The Opera House offers regular tours to those who are curious about what goes on back-stage, and there are certainly many fascinating facts that visitors will hear.
Although the Buxton Opera House is not the same size as The Paris Opera House, for example, it does nevertheless have its own ghost. Known as 'Keith', legend has it that in the 1930s Keith was pushed from the fly tower to his death twenty minutes into the second half. Staff and performers at the Opera House have often commented on the cold wind that seems to brush past them 20 minutes into the second half of a performance, whatever time of the day or night that may be!
The gritstone packhorse bridge at Three Shire Heads...where the counties of Derbyshire, Cheshire and Staffordshire meet can be seen near the A54 Congleton-Buxton road. At this charming spot by Panniers Pool, four packhorse ways meets to cross the River Dane. Packhorse trains...that is strings of up to forty or even fifty horses were the principal means used for the transport of goods from the Middle Ages until the seventeenth century.

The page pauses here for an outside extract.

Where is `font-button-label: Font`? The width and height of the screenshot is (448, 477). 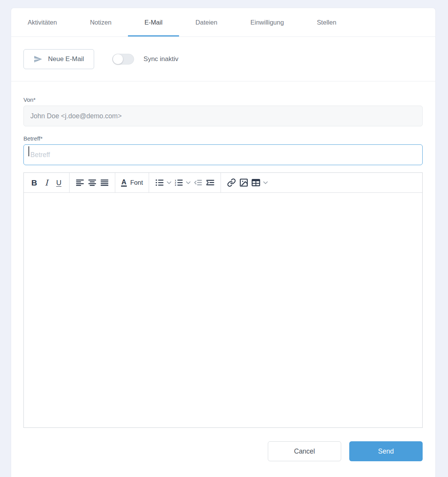 font-button-label: Font is located at coordinates (137, 183).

The nearby village of Flash, which at 1518 feet above sea level is claimed to be the highest village in England, and depended on trade via the packhorse routes as the land hereabouts is poor. However the ease with which one could excape the law by crossing into an adjacent county at Three Shires Heads led to a certain notoriety for Flash, and its name was applied to the coining of 'flash' or counterfiet money by the inhabitants.